Thir, the main reason the cases against these marines largely collapsed is that the prosecution witnesses were telling a very different story to the one the prosecution wanted. In a sense, it's a miracle they pinned any charges on at all, given the facts.

The main problem seems to be that the late Congressman John Murtha leapt to conclusions unsupported by facts, claiming "It's much worse than reported in Time magazine. There was no fire fight. There was no IED that killed these innocent people. Our troops overreacted because of the pressure on them and they killed innocent civilians in cold blood. And that's what the report is going to tell." Nobody knows why he claimed this; he was even sued for defamation, but escaped on a technicality.

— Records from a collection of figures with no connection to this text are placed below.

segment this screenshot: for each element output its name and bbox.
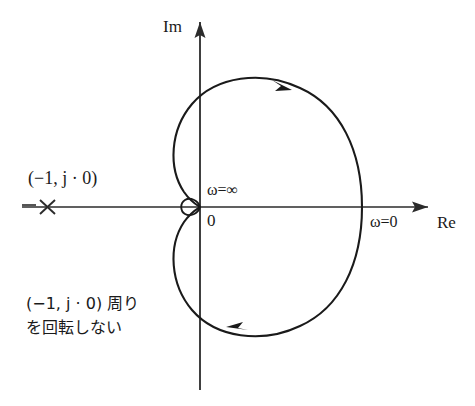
real-axis-label: Re (437, 212, 456, 233)
annotation-block: (−1, j · 0) 周り を回転しない (26, 294, 139, 342)
real-axis-group (22, 202, 428, 213)
critical-point-label: (−1, j · 0) (28, 167, 97, 190)
nyquist-plot-canvas (0, 0, 475, 406)
annotation-line-2: を回転しない (26, 318, 139, 338)
nyquist-figure: Im Re ω=∞ 0 ω=0 (−1, j · 0) (−1, j · 0) … (0, 0, 475, 406)
annotation-line-1: (−1, j · 0) 周り (26, 294, 139, 314)
nyquist-locus-upper (174, 78, 362, 207)
imaginary-axis-label: Im (163, 16, 182, 37)
direction-arrow-lower-icon (226, 322, 248, 330)
origin-label: 0 (207, 210, 216, 231)
omega-infinity-label: ω=∞ (207, 180, 238, 200)
omega-zero-label: ω=0 (370, 212, 398, 232)
nyquist-locus-lower (174, 207, 362, 336)
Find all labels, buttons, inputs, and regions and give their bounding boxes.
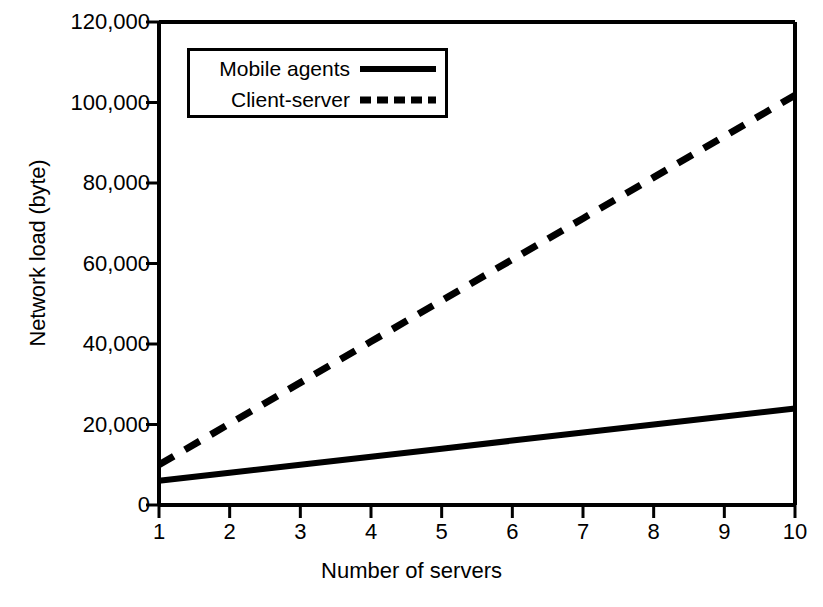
legend-label-client-server: Client-server [190, 88, 358, 112]
x-tick-label: 7 [553, 519, 613, 545]
x-tick-label: 1 [129, 519, 189, 545]
legend: Mobile agents Client-server [187, 48, 448, 118]
x-axis-title: Number of servers [0, 558, 823, 584]
x-tick-label: 5 [412, 519, 472, 545]
x-tick-label: 6 [482, 519, 542, 545]
legend-swatch-solid-line [358, 59, 438, 79]
network-load-chart: Network load (byte) 020,00040,00060,0008… [0, 0, 823, 607]
x-tick-label: 3 [270, 519, 330, 545]
series-line-mobile-agents [159, 408, 795, 480]
legend-item-client-server: Client-server [190, 84, 445, 115]
x-tick-label: 10 [765, 519, 823, 545]
data-series-layer [159, 95, 795, 481]
legend-label-mobile-agents: Mobile agents [190, 57, 358, 81]
x-tick-label: 4 [341, 519, 401, 545]
series-line-client-server [159, 95, 795, 464]
x-tick-label: 9 [694, 519, 754, 545]
legend-item-mobile-agents: Mobile agents [190, 53, 445, 84]
x-tick-label: 2 [200, 519, 260, 545]
legend-swatch-dashed-line [358, 90, 438, 110]
x-tick-label: 8 [624, 519, 684, 545]
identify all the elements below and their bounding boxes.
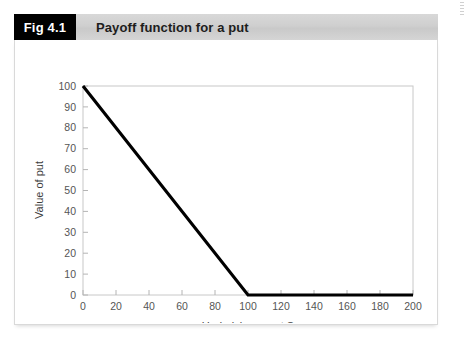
y-tick-label: 30 xyxy=(64,226,76,238)
y-tick-label: 50 xyxy=(64,184,76,196)
chart-plot-area: 0102030405060708090100 02040608010012014… xyxy=(15,40,437,324)
figure-number-badge: Fig 4.1 xyxy=(14,14,76,40)
page-scroll-marker xyxy=(460,2,464,16)
y-axis-title: Value of put xyxy=(33,161,45,219)
figure-title: Payoff function for a put xyxy=(76,14,249,40)
y-tick-label: 20 xyxy=(64,247,76,259)
x-tick-label: 0 xyxy=(80,300,86,312)
y-tick-label: 60 xyxy=(64,163,76,175)
x-tick-label: 40 xyxy=(143,300,155,312)
x-tick-label: 120 xyxy=(272,300,290,312)
x-tick-label: 160 xyxy=(338,300,356,312)
plot-frame xyxy=(83,86,413,295)
x-tick-label: 200 xyxy=(404,300,422,312)
figure-body: 0102030405060708090100 02040608010012014… xyxy=(14,40,438,325)
x-tick-label: 60 xyxy=(176,300,188,312)
y-tick-label: 80 xyxy=(64,121,76,133)
x-tick-label: 20 xyxy=(110,300,122,312)
y-tick-label: 100 xyxy=(58,80,76,92)
y-tick-label: 90 xyxy=(64,101,76,113)
figure-card: Fig 4.1 Payoff function for a put 010203… xyxy=(14,14,438,325)
y-tick-label: 10 xyxy=(64,268,76,280)
y-tick-label: 70 xyxy=(64,142,76,154)
y-tick-label: 40 xyxy=(64,205,76,217)
x-tick-label: 80 xyxy=(209,300,221,312)
x-tick-label: 100 xyxy=(239,300,257,312)
y-tick-label: 0 xyxy=(70,289,76,301)
payoff-chart: 0102030405060708090100 02040608010012014… xyxy=(15,40,437,323)
x-tick-label: 140 xyxy=(305,300,323,312)
x-tick-label: 180 xyxy=(371,300,389,312)
figure-header: Fig 4.1 Payoff function for a put xyxy=(14,14,438,40)
x-axis-title: Underlying asset S xyxy=(202,320,294,323)
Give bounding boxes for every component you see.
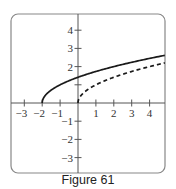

I find it interesting that anyone thinks civilian fatalities are up. This so-called "massacre" involved 24 non-combatant fatalities. It was likened to the Vietnam War's My Lai, which involved between 15 and 20 times as many. Go back a few decades more, we find the bombing of Dresden, with a current estimate of 25,000 (versus 50,000 in Hamburg and 18,000 in Pforzheim during the same war). In terms of total bloodshed, the Civil War was the worst the US has fought, even before adjusting for the much lower population in those days (almost as many fatalities from that conflict alone as in the second century of America's existence, which encompasses their part in both WWI and WWII). Far from increasing, I would say fatalities have reduced enormously - they just get much more attention now than they ever could have in the past.